2012 Presidential Debates: Romney 1, Obama 0

How the challenger won the first debate.

There are lots of ways I can imagine spending my 20th wedding anniversary; getting my ass handed to me by my nemesis in front of 50 million people is definitely not one of them.

Ok, I’m being harsh. The first of three scheduled on-screen match-ups between President Obama and his challenger in the November election, Mitt Romney, may not have amounted to an all out ass-whooping. But watching a president who holds nearly every advantage on policy get publicly bested by a lesser politician who made it where he is by being the least-worst choice from a rogues gallery of GOP candidates (one quirkier than the next) tells me that either Obama is too tired to care or too cocky to think he has to.

It’s also a reminder that debates are about “image over ideas,” to quote James Fallows. And on that gauge Romney scored a big win. The President was knocked off his square early in the night and never fully regained his composure. Instead he came off as unprepared, detached and at times disinterested. It hardly matters that his opponent was repeating the same unsubstantiated claims and empty rhetoric he has been throughout the campaign, because in the end it was not about what Romney said, but how he said it.

Part of the President’s problem can simply be chalked up to style. Obama’s slow and deliberate delivery is ill-suited to timed debating, where speed, precision and poise matter much more than substance. The President simply thinks too much before he speaks, a trait that’s easily misinterpreted as a lack of confidence in what he’s saying—particularly when juxtaposed with Romney’s rapid-fire fluidity. I didn’t bother to count, but I’d wager that Romney got in two words to the President’s every one; and he did so without missing a beat, or, as one commentator described it, with “near-flawless tactical execution.”

So how exactly did Romney pull it off?

Well, for starters he’s gotten a lot more practice. While the President was running the country, the former Massachusetts governor spent most of the past 12 months waging a long, drawn-out primary fight, dodging jibes from opponents before audiences from Arizona to South Carolina. Between June 2011 and February 2012, Romney participated in 19 on-stage debates, an average of more than one a month.

Credit must also go to his advisers, who have spent weeks filling their boss’s head with stats, anecdotes and legislative minutiae (which he employed without skipping a beat) while drilling him with mock debates. Romney spent more than a week last month in intense preparation with his sparring partner Sen. Rob Portman, of Ohio, who reportedly does a spot-on Obama.

But mostly Romney won because he gained early momentum. From his opening statement he put the President on the defensive and avoided getting backed into a corner himself.  It wasn’t hard. President Obama limited his attacks to open-hand slaps instead of the clenched-fist jabs some of Romney’s more spectacular misrepresentations deserved. And this is where the President really dropped the ball: Romney’s advisers have repeatedly pointed to the candidate’s propensity for defensiveness as his Achilles’ heal (they blame the infamous $10,000 bet remark, for instance, on his getting flustered under pressure from Gov. Rick Perry).

So why didn’t Obama push harder on his opponent’s willingness to let the auto industry sink? Why didn’t he force Romney’s hand on the futility of his tax plan? My guess is that the President and his own advisers underestimated their opponent and simply didn’t take the time to prepare as much as they should have. Bolstered by the political fallout from Romney’s cringe-worthy “47 percent” remark, the Obama camp convinced themselves that their opponent was perfectly capable of self-destructing on his own. Last night that proved to be a mistake.

Going into the debate, Romney’s campaign managers said their main goal was to make the candidate seem human and warm. I’m not sure that worked; I saw on stage the same condescending, smirking, cardboard cut-out I’ve always seen when I look at Mitt Romney. But they scored an unexpected victory all the same. Is it a game changer? Not likely. Presidential challengers almost always win the first debate. It’s up to the President to make sure it stops at one. Last night’s victory may have breathed new life into Romney’s sluggish and uninspiring campaign, but this election is still Obama’s to lose.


→ Your task
Your answer should hold only the lines from the one containing "Find footwear in" through the last line below, copied exactly; pictures stay out.

→ Source data
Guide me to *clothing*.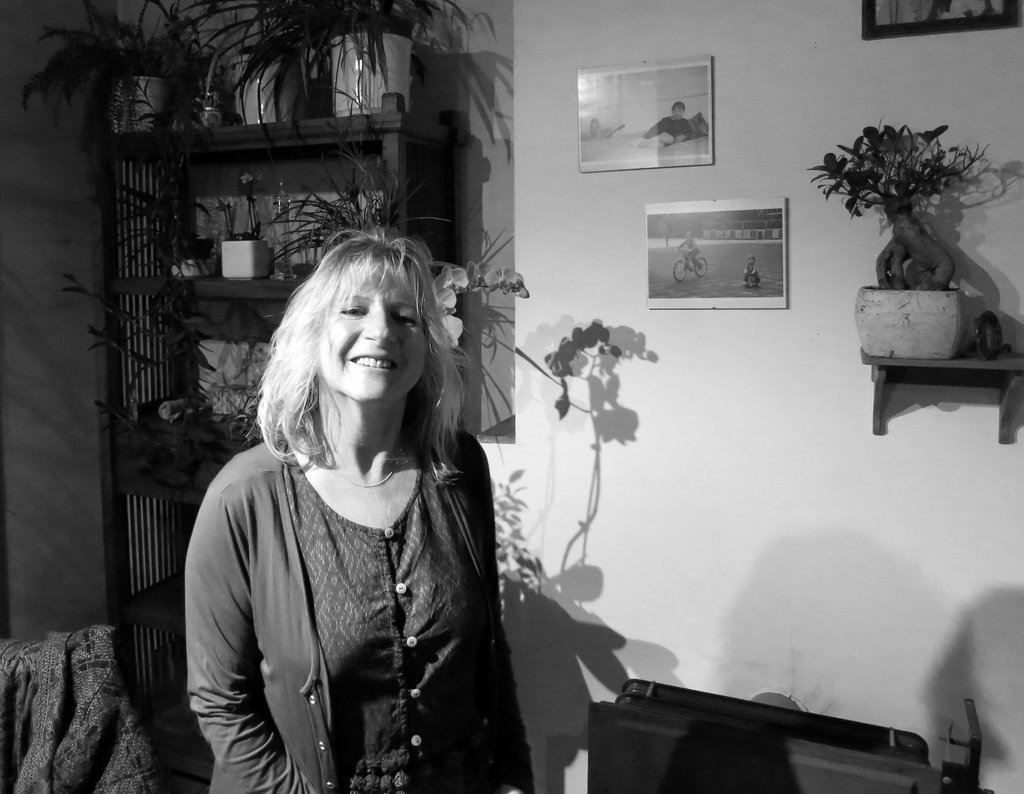
Guidance: BBox(175, 338, 540, 779).
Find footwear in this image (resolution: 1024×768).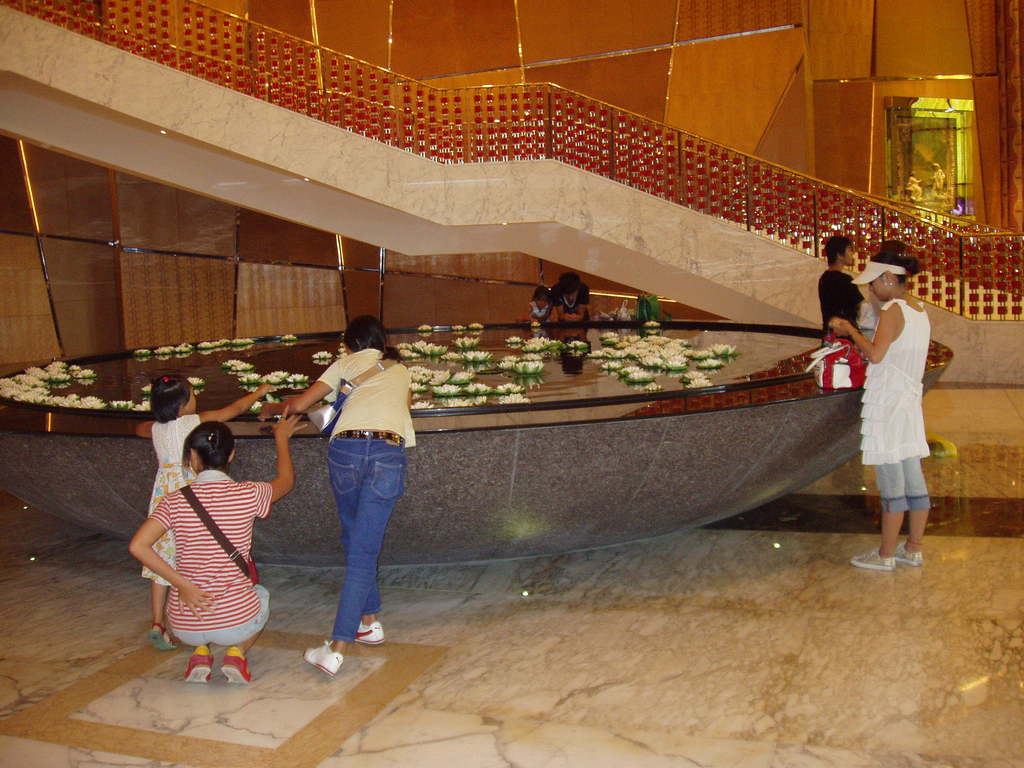
150, 626, 179, 654.
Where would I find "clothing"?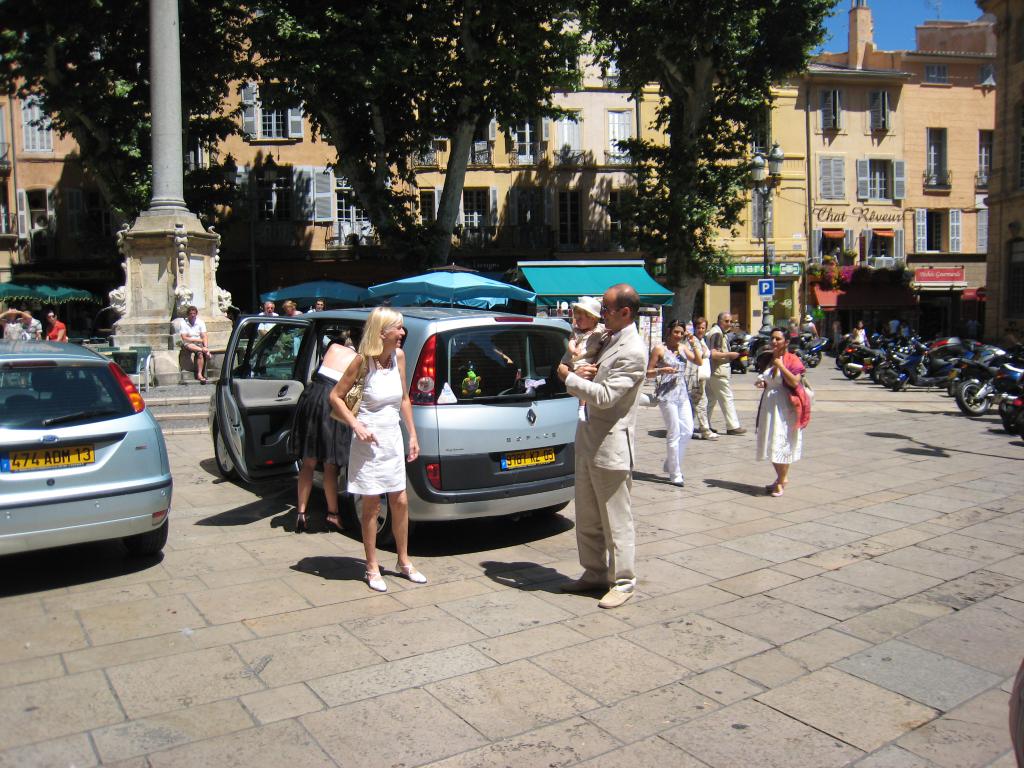
At l=683, t=333, r=708, b=435.
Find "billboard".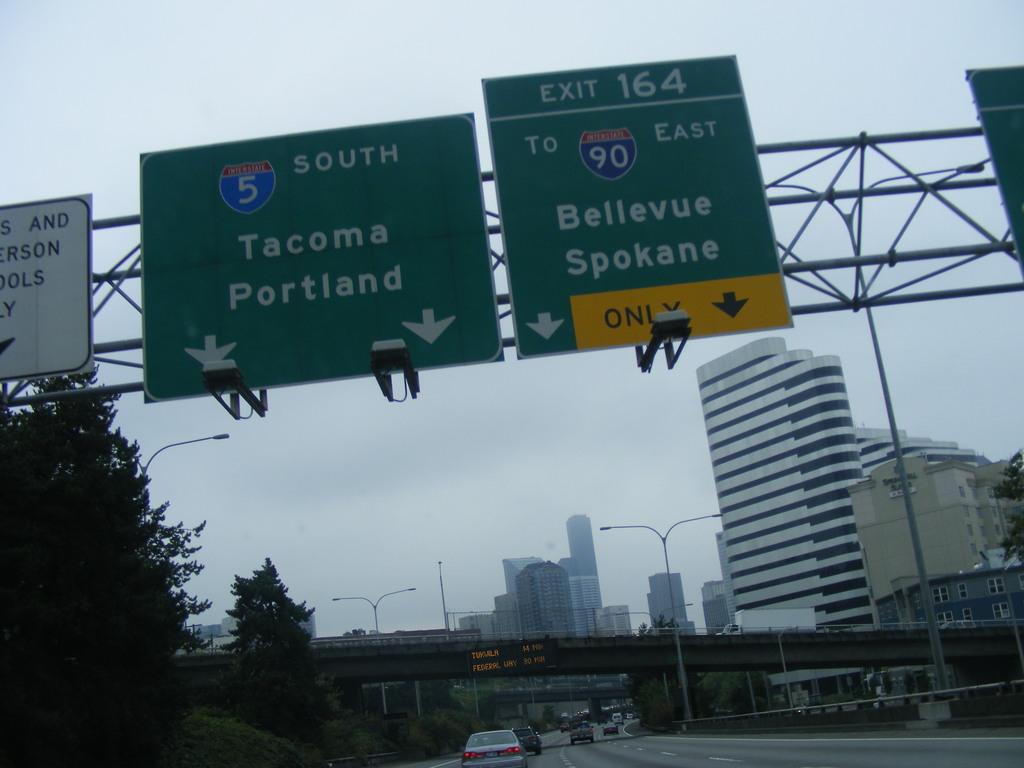
<box>146,113,499,397</box>.
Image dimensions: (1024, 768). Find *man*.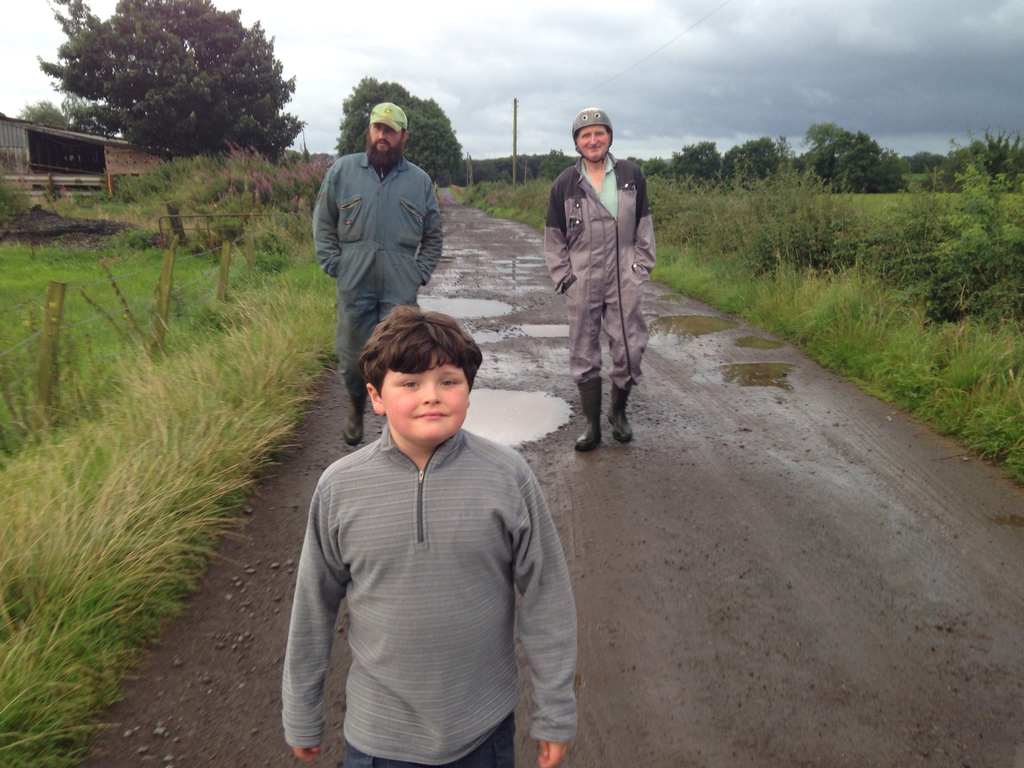
<bbox>310, 100, 445, 445</bbox>.
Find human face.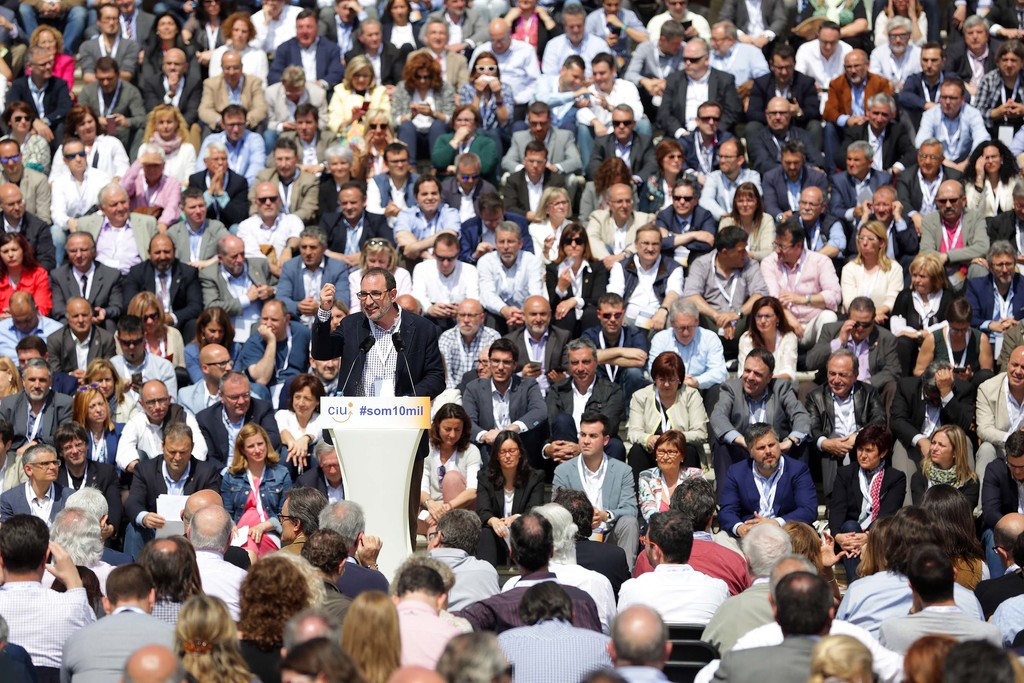
0,187,25,218.
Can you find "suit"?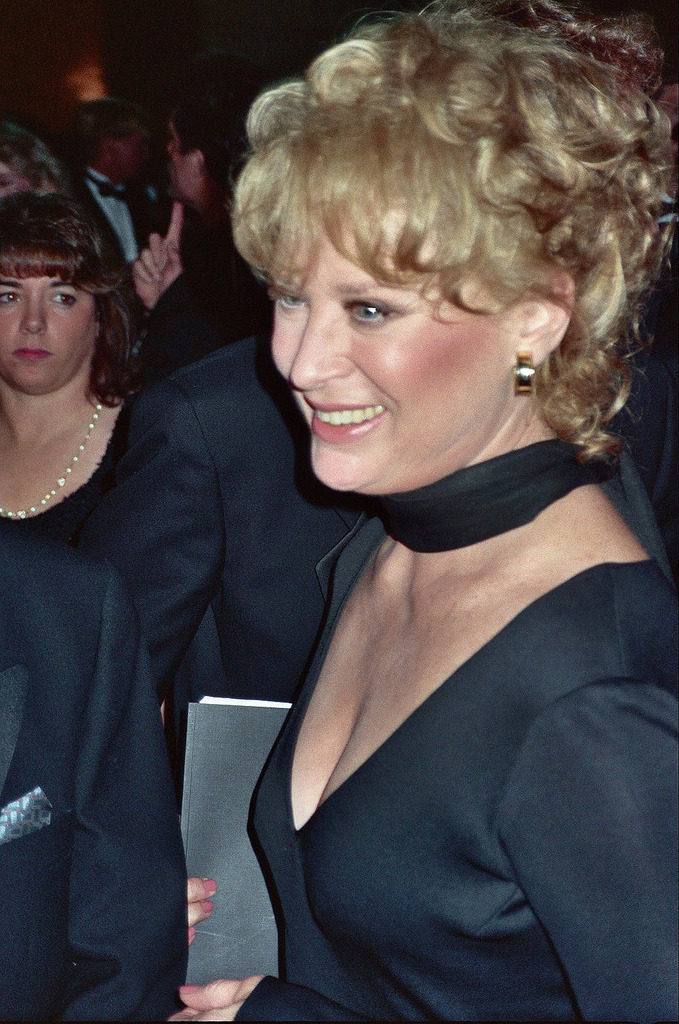
Yes, bounding box: <box>69,161,160,313</box>.
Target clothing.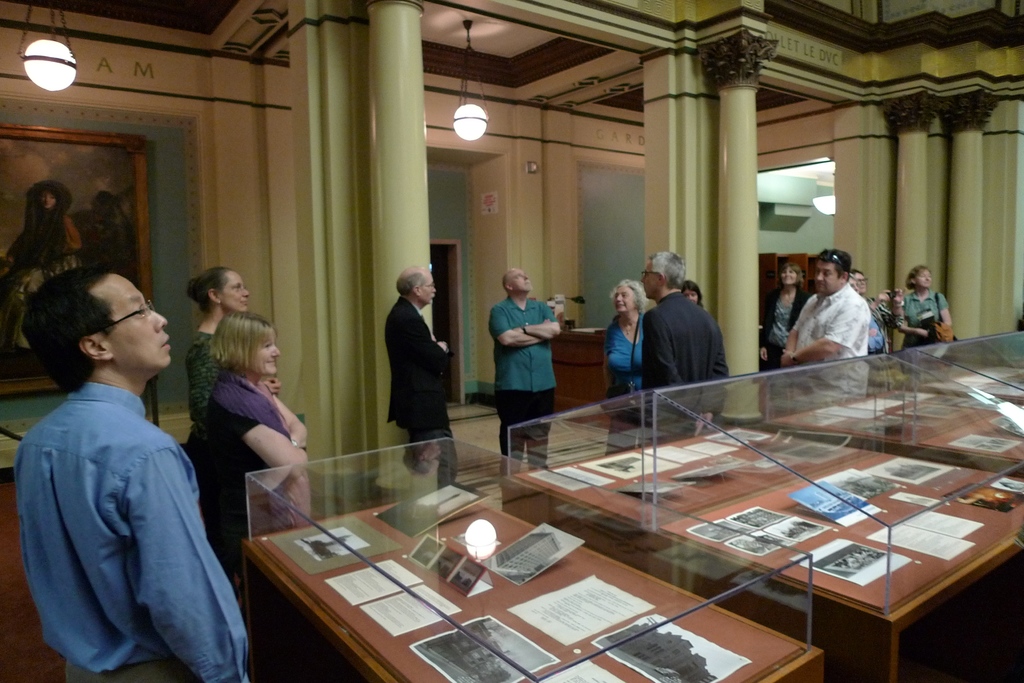
Target region: [760,282,806,389].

→ Result of the task
Find footwear in this image (resolution: 1024×768).
150, 626, 179, 654.
Where would I find "clothing"?
At l=683, t=333, r=708, b=435.
Find "billboard".
<box>146,113,499,397</box>.
Image dimensions: (1024, 768). Find *man*.
<bbox>310, 100, 445, 445</bbox>.
Find human face.
0,187,25,218.
Can you find "suit"?
Yes, bounding box: <box>69,161,160,313</box>.
Target clothing.
Target region: [760,282,806,389].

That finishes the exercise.